There’s a thread underway on Slashdot right now involving a slightly arcane issue in which the Comprehensive Perl Archive Network (CPAN) is receiving 20-30 HTTP requests per second…from IP addresses owned by Microsoft. If this makes no sense to you, let it ride; it’s not important for the point I’m making. CPAN’s servers are so tied up honoring all those requests that they’re mostly inaccessible. The Slashdot discussion focuses on the question of whether Microsoft is doing this deliberately, or whether the torrent of requests is a side-effect of something else they’re doing. (A third possibility, that Microsoft’s servers have been badly hacked by DDOS bots, is possible but seems unlikely to me.) The question cooks down to whether all the action from Microsoft’s subnet is due to malice or incompetence.
A chap on Slashdot named Lloyd Bryant pretty much nailed it: “Sufficiently advanced incompetence is indistinguishable from malice. See Government, US.”
Hoo-boy. Somebody please give that man the Nobel Prize.
> “Sufficiently advanced incompetence is indistinguishable from malice. See Government, US.”
That’s funny! Not entirely true, but if there weren’t something to it then it wouldn’t resonate so well.
The real problem here is the mix of incompetence and lack of caring enough to make stopping the bad behavior a priority. How hard should it be for MS to block traffic from their bots to CPAN until they’ve found and fixed the problem?
Would think that Hanlon’s Razor (http://en.wikipedia.org/wiki/Hanlon%27s_razor) applies here, too.
“Never ascribe to malice that which is adequately explained by incompetence.”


> [EXERCISE OBJECTIVE]
Lines with the word "Borrowed" in them are the ones to copy from the records.

== DATA FOR REVIEW ==

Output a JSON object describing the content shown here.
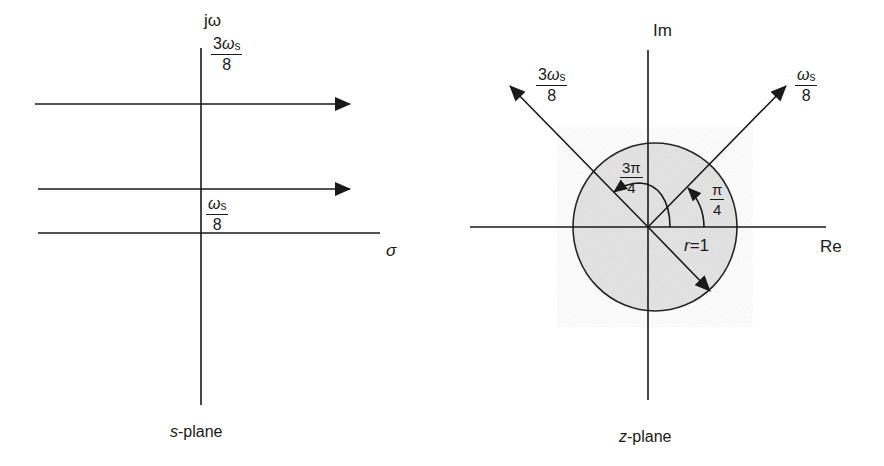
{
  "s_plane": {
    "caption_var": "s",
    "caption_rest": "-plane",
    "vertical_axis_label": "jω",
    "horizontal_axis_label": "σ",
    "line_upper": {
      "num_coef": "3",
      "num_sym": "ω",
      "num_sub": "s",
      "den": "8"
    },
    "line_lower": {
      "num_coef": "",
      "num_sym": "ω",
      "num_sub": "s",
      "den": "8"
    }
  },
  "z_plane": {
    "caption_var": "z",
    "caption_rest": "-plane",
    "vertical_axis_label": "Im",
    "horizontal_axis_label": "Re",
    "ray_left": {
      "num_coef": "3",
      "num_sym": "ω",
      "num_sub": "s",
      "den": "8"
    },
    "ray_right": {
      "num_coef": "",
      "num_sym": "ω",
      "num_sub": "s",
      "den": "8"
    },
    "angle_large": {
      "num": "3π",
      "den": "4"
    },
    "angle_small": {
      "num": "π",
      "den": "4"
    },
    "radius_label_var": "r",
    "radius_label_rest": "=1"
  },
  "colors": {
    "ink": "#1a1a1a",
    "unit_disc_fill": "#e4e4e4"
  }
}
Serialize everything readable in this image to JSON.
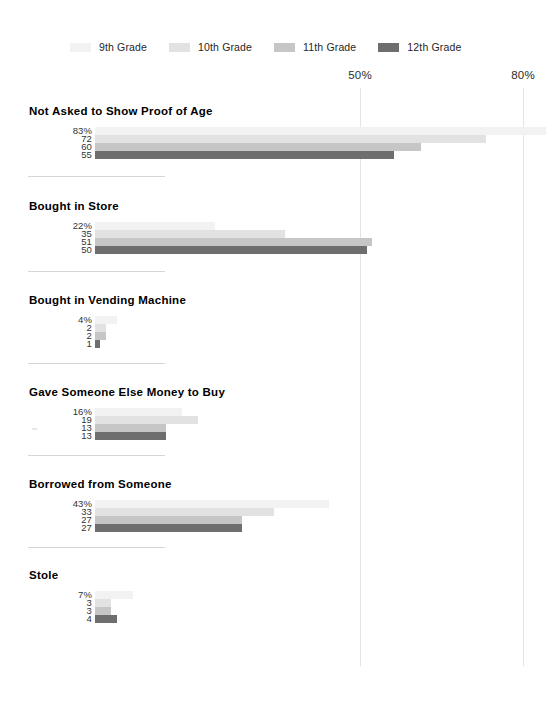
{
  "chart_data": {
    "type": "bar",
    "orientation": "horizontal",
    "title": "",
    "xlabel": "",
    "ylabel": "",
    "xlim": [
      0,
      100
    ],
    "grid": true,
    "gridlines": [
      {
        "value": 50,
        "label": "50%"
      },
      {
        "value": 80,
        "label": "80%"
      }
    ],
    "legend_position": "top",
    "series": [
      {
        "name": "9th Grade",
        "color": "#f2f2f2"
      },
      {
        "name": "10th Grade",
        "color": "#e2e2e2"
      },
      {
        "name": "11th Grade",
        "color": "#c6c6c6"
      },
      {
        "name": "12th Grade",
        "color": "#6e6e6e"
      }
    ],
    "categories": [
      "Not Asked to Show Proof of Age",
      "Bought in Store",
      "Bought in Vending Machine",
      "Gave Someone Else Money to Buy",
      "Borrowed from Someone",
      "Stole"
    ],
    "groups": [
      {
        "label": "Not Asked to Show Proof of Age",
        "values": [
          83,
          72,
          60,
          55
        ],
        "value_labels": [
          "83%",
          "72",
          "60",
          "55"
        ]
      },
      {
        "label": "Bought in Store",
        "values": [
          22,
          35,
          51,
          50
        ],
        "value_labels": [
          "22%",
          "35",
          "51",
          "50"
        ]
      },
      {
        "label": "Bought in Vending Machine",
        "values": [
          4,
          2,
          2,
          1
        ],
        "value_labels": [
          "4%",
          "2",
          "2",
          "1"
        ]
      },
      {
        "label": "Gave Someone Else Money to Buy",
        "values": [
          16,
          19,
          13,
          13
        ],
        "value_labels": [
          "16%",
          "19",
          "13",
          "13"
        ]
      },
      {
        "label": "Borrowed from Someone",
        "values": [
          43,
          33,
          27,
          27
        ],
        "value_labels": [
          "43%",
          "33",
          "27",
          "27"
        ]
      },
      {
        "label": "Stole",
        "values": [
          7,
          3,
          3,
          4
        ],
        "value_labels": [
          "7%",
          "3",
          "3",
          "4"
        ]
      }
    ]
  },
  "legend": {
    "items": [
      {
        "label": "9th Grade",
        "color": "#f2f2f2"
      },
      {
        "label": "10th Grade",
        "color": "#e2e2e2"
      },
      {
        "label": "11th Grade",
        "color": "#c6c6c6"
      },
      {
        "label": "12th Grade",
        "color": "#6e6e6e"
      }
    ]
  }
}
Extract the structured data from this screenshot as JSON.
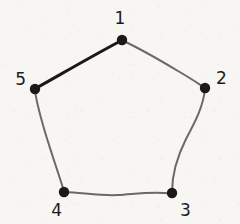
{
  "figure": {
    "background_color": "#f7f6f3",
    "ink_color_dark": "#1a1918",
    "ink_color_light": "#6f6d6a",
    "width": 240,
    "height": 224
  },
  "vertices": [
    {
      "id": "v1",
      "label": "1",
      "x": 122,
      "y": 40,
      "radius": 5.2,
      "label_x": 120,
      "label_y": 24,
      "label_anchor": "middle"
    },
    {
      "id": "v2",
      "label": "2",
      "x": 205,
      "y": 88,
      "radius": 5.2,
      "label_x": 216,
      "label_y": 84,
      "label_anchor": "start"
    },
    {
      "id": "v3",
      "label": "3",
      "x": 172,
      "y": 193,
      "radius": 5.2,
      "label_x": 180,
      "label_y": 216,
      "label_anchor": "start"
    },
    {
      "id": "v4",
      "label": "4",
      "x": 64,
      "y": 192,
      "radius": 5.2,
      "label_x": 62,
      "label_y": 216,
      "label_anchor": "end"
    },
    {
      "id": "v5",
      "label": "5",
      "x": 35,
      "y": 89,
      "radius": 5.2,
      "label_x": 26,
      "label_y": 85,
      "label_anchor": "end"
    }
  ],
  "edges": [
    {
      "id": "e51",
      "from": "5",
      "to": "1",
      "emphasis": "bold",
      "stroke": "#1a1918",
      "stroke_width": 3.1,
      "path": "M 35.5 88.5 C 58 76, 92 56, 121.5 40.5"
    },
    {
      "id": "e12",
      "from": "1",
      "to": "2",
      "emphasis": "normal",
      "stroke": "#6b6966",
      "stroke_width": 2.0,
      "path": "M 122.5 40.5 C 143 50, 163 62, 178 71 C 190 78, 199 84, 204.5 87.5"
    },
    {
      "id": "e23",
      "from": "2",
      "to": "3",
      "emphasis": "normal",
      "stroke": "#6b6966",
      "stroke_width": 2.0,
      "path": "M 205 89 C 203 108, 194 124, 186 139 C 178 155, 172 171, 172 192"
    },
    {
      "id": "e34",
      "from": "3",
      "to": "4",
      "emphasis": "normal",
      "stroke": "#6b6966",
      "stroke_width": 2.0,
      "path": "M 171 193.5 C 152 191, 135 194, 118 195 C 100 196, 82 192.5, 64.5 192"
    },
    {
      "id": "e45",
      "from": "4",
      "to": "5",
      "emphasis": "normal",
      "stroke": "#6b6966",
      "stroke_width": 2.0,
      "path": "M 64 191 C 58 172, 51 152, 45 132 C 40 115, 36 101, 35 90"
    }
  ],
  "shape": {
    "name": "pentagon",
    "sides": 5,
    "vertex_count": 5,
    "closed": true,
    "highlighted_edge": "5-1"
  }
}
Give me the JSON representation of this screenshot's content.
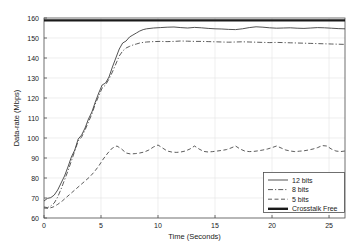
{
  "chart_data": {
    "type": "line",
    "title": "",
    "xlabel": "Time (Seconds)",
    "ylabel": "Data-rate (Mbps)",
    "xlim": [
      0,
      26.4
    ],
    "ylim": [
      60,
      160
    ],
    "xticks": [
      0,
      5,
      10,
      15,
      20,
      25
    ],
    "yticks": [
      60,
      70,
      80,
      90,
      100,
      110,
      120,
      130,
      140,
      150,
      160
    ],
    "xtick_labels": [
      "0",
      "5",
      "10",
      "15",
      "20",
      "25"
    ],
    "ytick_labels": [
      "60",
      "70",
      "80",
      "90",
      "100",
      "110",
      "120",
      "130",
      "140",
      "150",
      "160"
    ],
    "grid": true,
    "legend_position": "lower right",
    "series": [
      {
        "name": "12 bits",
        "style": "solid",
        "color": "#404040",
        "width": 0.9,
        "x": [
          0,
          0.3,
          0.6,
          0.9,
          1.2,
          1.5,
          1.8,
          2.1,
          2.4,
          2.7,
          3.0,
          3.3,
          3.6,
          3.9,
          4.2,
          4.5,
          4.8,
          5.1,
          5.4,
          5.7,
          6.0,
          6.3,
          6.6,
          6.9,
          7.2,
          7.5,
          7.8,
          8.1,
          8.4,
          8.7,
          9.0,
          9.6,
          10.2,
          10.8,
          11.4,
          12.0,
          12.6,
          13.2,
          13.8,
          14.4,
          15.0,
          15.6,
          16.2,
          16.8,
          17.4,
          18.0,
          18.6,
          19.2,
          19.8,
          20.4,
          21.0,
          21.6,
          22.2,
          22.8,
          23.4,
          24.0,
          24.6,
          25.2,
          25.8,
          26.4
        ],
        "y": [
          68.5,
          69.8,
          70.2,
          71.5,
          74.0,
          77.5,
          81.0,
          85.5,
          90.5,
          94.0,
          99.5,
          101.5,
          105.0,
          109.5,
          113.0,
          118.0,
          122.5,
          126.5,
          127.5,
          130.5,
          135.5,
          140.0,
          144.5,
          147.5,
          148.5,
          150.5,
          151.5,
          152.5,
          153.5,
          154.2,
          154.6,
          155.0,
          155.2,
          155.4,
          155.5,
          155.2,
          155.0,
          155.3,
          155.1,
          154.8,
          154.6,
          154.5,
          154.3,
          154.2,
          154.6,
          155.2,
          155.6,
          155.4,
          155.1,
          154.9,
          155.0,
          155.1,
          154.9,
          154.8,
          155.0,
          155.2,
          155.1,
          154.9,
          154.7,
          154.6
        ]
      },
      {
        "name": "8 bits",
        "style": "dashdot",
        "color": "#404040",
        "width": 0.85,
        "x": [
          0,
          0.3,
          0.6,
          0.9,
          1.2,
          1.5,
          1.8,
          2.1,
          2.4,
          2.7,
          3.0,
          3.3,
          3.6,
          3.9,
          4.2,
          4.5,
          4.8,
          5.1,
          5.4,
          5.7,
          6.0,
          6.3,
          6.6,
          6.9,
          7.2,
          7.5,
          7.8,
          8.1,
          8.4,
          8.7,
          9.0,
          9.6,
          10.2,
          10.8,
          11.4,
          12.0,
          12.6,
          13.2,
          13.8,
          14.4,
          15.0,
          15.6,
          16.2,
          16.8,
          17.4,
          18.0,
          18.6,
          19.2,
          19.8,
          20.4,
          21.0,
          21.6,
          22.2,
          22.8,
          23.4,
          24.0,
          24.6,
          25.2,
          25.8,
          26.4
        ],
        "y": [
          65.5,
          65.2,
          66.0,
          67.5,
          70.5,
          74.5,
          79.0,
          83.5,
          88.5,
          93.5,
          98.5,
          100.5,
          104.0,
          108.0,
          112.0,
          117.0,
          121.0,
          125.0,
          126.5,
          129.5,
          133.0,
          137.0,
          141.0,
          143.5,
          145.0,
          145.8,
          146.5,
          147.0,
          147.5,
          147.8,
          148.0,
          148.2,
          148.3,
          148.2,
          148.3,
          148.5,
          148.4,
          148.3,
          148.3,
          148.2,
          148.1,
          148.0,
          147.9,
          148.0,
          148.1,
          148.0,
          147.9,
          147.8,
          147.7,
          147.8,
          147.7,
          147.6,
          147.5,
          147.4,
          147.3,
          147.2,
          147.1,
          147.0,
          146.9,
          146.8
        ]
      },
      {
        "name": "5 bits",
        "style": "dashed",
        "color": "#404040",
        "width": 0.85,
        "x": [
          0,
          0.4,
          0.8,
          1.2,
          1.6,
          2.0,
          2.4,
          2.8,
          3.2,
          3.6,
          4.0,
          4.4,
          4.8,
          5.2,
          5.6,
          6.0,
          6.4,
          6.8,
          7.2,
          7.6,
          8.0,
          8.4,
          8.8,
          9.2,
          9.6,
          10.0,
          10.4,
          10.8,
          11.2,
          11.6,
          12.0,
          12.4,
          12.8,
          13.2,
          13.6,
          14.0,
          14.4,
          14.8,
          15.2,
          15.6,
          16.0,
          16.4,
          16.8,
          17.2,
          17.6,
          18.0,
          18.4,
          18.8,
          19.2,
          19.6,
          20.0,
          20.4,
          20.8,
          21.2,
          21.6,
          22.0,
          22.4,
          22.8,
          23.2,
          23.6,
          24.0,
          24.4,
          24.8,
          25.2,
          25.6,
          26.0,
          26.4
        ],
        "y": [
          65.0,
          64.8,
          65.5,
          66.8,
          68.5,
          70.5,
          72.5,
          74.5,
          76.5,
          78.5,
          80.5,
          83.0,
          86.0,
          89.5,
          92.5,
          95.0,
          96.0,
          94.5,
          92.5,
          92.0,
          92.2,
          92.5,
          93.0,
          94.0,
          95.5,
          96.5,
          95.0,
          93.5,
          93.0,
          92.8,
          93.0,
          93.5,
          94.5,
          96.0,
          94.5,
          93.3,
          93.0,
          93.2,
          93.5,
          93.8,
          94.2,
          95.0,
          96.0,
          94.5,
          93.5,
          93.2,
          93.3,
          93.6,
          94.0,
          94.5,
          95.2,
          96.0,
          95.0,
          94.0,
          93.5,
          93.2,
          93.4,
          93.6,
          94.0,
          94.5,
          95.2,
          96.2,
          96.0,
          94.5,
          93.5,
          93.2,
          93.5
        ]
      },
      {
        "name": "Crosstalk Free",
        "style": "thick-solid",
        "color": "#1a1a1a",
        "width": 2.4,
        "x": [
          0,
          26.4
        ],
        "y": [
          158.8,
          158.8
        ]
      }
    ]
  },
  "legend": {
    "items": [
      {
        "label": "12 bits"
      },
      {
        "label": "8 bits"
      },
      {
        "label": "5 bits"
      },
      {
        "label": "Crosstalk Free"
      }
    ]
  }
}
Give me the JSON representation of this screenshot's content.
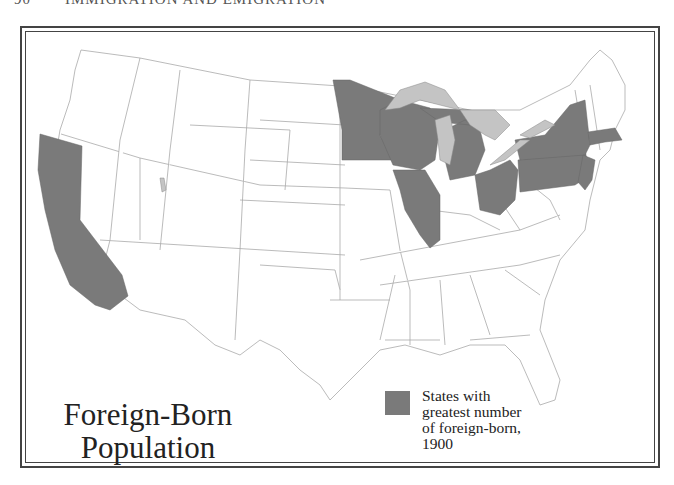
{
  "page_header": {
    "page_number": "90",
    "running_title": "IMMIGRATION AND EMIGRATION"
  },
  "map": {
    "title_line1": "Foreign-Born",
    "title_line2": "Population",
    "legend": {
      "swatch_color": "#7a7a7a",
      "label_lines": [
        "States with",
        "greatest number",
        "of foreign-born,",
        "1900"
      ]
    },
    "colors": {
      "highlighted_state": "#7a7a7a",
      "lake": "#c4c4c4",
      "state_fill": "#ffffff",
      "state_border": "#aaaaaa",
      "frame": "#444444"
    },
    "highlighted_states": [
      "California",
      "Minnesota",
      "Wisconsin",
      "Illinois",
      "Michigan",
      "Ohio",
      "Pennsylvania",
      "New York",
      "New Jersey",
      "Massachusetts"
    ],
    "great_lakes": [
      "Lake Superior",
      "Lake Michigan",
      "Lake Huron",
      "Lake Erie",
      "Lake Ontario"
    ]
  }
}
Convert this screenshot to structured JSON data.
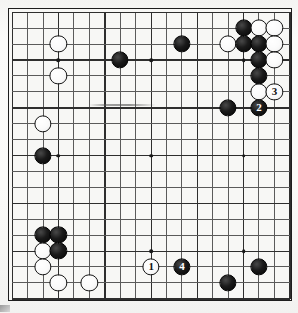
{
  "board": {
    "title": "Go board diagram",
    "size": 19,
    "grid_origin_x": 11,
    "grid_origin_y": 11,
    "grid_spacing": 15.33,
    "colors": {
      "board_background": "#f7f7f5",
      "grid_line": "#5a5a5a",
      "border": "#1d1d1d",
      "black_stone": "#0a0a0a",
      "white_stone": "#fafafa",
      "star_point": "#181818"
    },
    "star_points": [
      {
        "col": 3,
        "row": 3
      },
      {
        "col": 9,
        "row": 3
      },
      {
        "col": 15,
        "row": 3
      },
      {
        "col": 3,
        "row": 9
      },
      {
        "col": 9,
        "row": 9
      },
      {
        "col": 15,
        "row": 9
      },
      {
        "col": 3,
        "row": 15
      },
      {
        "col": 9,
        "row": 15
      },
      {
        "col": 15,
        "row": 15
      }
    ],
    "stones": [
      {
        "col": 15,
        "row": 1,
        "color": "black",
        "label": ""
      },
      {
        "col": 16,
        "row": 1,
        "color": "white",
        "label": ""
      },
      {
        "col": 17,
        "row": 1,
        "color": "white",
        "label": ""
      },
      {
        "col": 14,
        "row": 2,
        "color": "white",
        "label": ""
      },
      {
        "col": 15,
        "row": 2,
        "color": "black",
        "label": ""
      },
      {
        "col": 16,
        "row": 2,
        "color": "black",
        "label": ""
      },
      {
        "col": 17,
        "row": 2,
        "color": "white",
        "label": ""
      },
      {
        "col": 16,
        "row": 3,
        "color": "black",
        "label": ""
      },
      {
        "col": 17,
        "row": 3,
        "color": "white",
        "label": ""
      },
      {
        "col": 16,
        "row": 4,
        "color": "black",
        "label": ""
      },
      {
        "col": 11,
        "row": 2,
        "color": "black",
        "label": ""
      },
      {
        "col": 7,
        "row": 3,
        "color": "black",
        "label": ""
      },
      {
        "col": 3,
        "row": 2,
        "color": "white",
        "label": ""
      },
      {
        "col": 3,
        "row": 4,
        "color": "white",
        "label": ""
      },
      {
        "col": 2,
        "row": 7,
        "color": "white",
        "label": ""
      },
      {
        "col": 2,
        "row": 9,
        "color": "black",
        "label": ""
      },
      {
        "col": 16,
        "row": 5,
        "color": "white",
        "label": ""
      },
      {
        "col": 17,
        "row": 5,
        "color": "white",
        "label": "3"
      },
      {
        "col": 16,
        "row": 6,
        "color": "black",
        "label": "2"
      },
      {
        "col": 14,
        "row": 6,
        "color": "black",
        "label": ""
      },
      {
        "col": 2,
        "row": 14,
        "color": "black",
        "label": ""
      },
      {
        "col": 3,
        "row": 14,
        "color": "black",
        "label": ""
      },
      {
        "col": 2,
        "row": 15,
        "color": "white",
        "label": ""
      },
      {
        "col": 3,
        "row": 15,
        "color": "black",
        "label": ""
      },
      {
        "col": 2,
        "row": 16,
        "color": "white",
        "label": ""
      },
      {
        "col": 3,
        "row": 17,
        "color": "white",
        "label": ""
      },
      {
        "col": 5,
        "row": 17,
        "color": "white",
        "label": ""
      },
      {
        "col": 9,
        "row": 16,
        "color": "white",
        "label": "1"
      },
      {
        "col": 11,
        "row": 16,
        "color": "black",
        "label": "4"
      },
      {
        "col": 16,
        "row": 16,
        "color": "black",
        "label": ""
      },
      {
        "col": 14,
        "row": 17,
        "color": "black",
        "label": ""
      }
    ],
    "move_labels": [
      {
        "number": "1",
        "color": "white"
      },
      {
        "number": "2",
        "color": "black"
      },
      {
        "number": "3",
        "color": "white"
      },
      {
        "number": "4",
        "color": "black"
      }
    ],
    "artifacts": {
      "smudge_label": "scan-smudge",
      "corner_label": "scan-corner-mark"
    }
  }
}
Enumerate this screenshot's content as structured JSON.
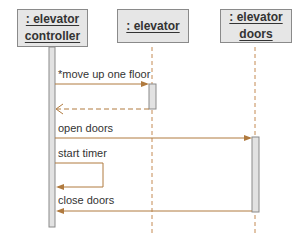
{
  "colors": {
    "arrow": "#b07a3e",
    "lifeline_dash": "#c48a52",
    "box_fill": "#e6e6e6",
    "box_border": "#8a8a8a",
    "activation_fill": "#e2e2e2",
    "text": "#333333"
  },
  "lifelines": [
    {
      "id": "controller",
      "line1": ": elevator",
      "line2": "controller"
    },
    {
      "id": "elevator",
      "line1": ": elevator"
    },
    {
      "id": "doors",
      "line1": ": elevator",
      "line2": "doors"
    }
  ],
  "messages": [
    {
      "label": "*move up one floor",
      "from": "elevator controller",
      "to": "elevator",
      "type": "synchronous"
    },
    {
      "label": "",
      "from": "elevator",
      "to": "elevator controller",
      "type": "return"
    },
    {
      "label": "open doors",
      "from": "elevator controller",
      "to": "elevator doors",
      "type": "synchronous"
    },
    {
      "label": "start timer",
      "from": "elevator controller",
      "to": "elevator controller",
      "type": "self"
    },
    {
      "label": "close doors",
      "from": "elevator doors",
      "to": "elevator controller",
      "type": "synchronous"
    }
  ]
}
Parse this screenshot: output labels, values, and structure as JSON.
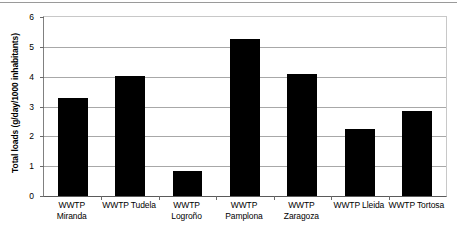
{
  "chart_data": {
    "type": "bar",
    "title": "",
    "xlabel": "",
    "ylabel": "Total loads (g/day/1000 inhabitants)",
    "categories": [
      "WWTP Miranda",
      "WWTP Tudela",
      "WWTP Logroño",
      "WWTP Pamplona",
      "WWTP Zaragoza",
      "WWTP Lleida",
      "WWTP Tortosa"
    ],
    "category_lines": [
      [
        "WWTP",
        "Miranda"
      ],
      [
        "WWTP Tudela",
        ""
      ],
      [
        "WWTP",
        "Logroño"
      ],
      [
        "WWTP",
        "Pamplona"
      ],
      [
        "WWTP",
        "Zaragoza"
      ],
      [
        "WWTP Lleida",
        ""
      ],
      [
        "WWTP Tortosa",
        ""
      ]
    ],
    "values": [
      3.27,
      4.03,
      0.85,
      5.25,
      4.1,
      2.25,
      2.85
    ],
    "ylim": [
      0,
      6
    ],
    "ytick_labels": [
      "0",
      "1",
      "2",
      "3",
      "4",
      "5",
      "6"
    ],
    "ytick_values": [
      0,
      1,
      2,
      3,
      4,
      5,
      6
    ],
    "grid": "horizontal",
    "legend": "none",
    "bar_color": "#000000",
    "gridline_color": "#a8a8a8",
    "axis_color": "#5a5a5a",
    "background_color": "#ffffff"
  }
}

===

> [OUTPUT OF THE TASK]
      "Borrowed from Someone",
        "label": "Borrowed from Someone",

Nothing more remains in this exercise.